About

Why I keep reaching for the TALL stack when I'm building solo

I've built three side projects in the last year — a CMS, a booking and CRM platform, and a D&D campaign manager. All three run on the TALL stack. That wasn't a deliberate brand decision, it just kept being the right tool for the job.
The TALL stack is Tailwind CSS, Alpine.js, Laravel, and Livewire. If you've spent time in the JavaScript framework world, this setup might look a bit boring. No React, no Next.js, no separate frontend build pipeline with its own opinions about everything. Just Laravel doing what it's always done, with Livewire handling the reactivity and Alpine filling in the small interactive gaps.
That's more or less the point.

The Problem With Building Alone

When you're a solo developer, every architectural decision is a tax you pay alone. Choosing a JavaScript-heavy frontend means maintaining two codebases, managing a separate build pipeline, dealing with API contracts between your frontend and backend, and context-switching between two very different ways of thinking about the same application.

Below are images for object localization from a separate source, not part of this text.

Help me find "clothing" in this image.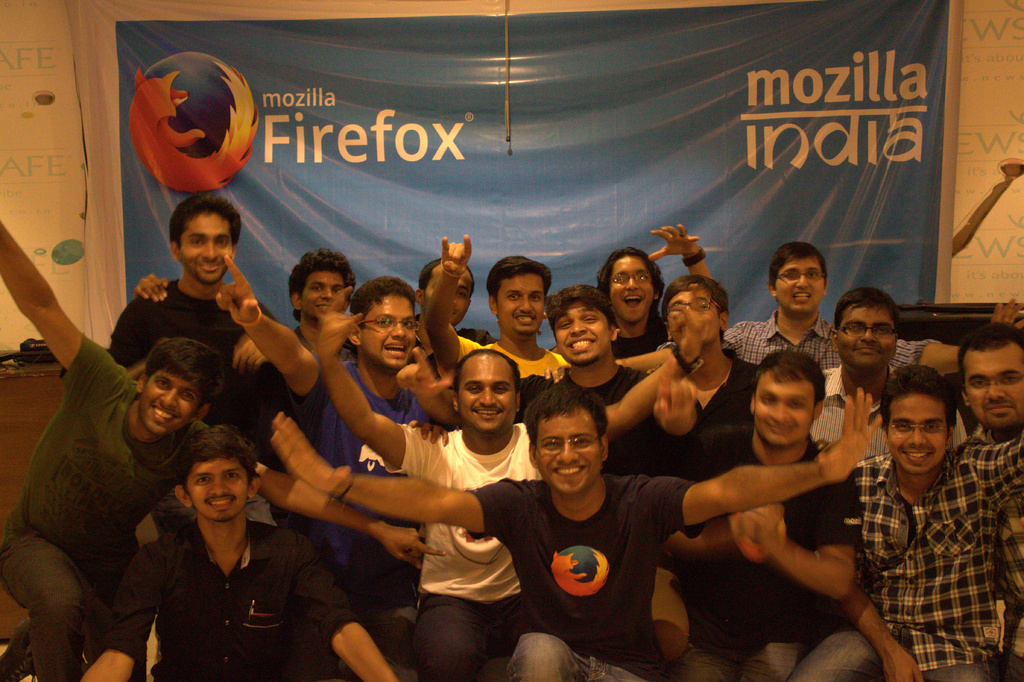
Found it: box=[845, 423, 1008, 656].
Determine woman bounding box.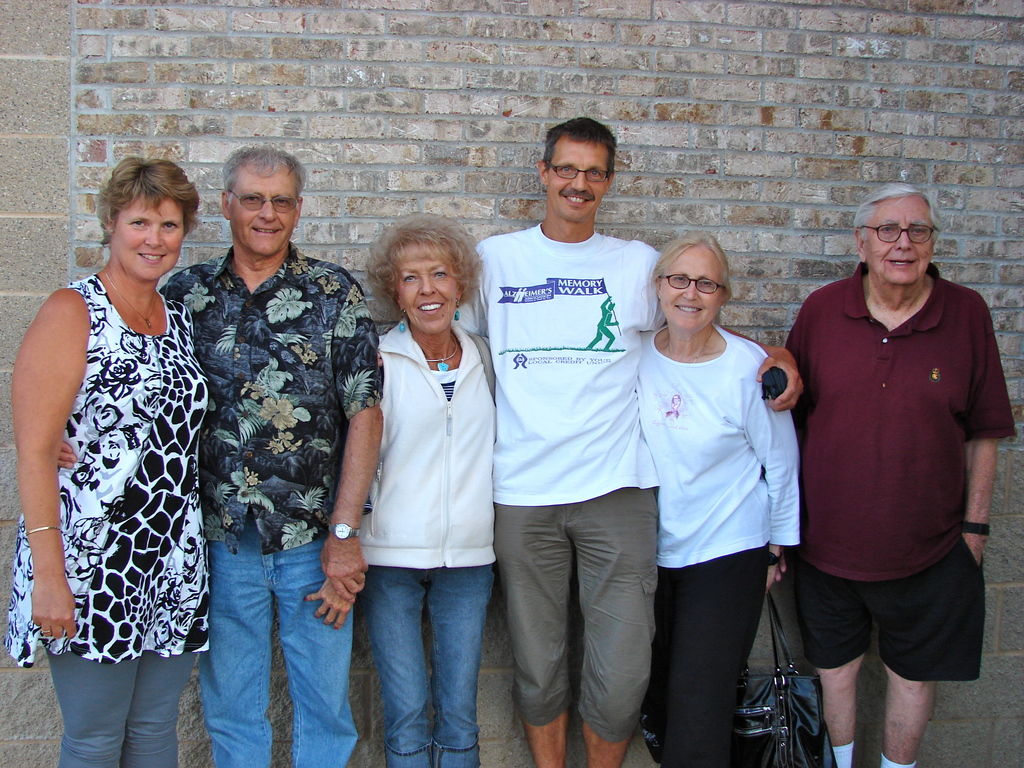
Determined: BBox(636, 226, 800, 767).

That overhead is worth it in the right context — large teams, complex client-side requirements, apps that genuinely need a separate frontend. But for a CMS I'm building on weekends? It's a lot of ceremony for problems I don't have.

The TALL stack lets me stay in one codebase, one language, one mental model. I write a Livewire component, it handles its own state and talks directly to the database, and the page updates reactively without a full reload. No API endpoint, no state management library, no serialisation layer. Just PHP doing what PHP is good at, with reactivity bolted on where I need it.


What Livewire Actually Feels Like

Livewire is the piece that makes this stack genuinely interesting. The core idea is simple: your component is a PHP class that holds state, and when that state changes, Livewire re-renders the relevant part of the page over a websocket-style connection without a full page reload.

In practice this means I can build a filterable, searchable content list — the kind of thing you'd normally reach for React for — as a single Livewire component. The search input updates a $search property, Livewire re-runs the query, and the list updates. No JavaScript required beyond what Livewire ships with.

For the CMS I built, almost every interactive piece is a Livewire component — the entry editor with dynamic fields, the blueprint builder, the bulk action bar. Each one is a PHP class I can read, test, and reason about like any other backend code. That familiarity matters when you're moving fast alone.


Where Alpine Fits

Alpine.js is the seasoning rather than the main ingredient. It handles small UI interactions that don't need server involvement — toggling a dropdown, showing a modal, managing a bit of local state that never needs to persist. Think of it as a lightweight jQuery replacement that lives in your HTML attributes.

The division of responsibility ends up being clean: Livewire for anything that touches the server or needs to persist, Alpine for purely presentational behaviour. Once you internalise that split it becomes intuitive.


Tailwind for Lone Rangers

Tailwind CSS gets argued about a lot. The utility-class approach looks verbose until you've used it for a few weeks, at which point going back to writing custom CSS feels like going back to writing raw SQL instead of using an ORM.

The real advantage for solo work is speed. I'm not writing a stylesheet, naming things, managing specificity, or worrying about class collisions. I'm describing what I want directly in the markup and moving on. The design system emerges from Tailwind's constraints rather than from my own ad hoc decisions, which means it's more consistent than it would be if I were making it up as I went.


What It's Not Good For

I want to be honest here. The TALL stack is not the right answer for everything.

If your application has heavy client-side logic — complex state machines, real-time collaboration, rich interactive editors — Livewire starts to show its limits. Each interaction involves a server round trip, which is fine for most things but adds up when you need immediate, offline-capable responsiveness.

It's also a PHP stack, which means you're committing to PHP. If your team is JavaScript-native, or you're building something that needs a mobile app sharing the same frontend codebase, the calculus changes.

But for a solo developer building data-driven web applications — CRMs, CMS platforms, admin tools, scheduling systems — it's hard to beat the combination of familiarity, speed, and the ability to stay in one codebase from end to end.


The Honest Summary

I keep reaching for the TALL stack because it lets me build things quickly without feeling like I'm cutting corners. The applications are reactive, the code is maintainable, and I spend most of my time solving the actual problem rather than configuring tooling.

For the Livewire CMS specifically, it meant I could go from a schema idea to a working feature in an afternoon. That pace is hard to replicate when you're splitting your attention across a frontend and backend that barely know each other exist.

If you're a solo developer building something real and you haven't tried this stack, it's worth an afternoon of your time.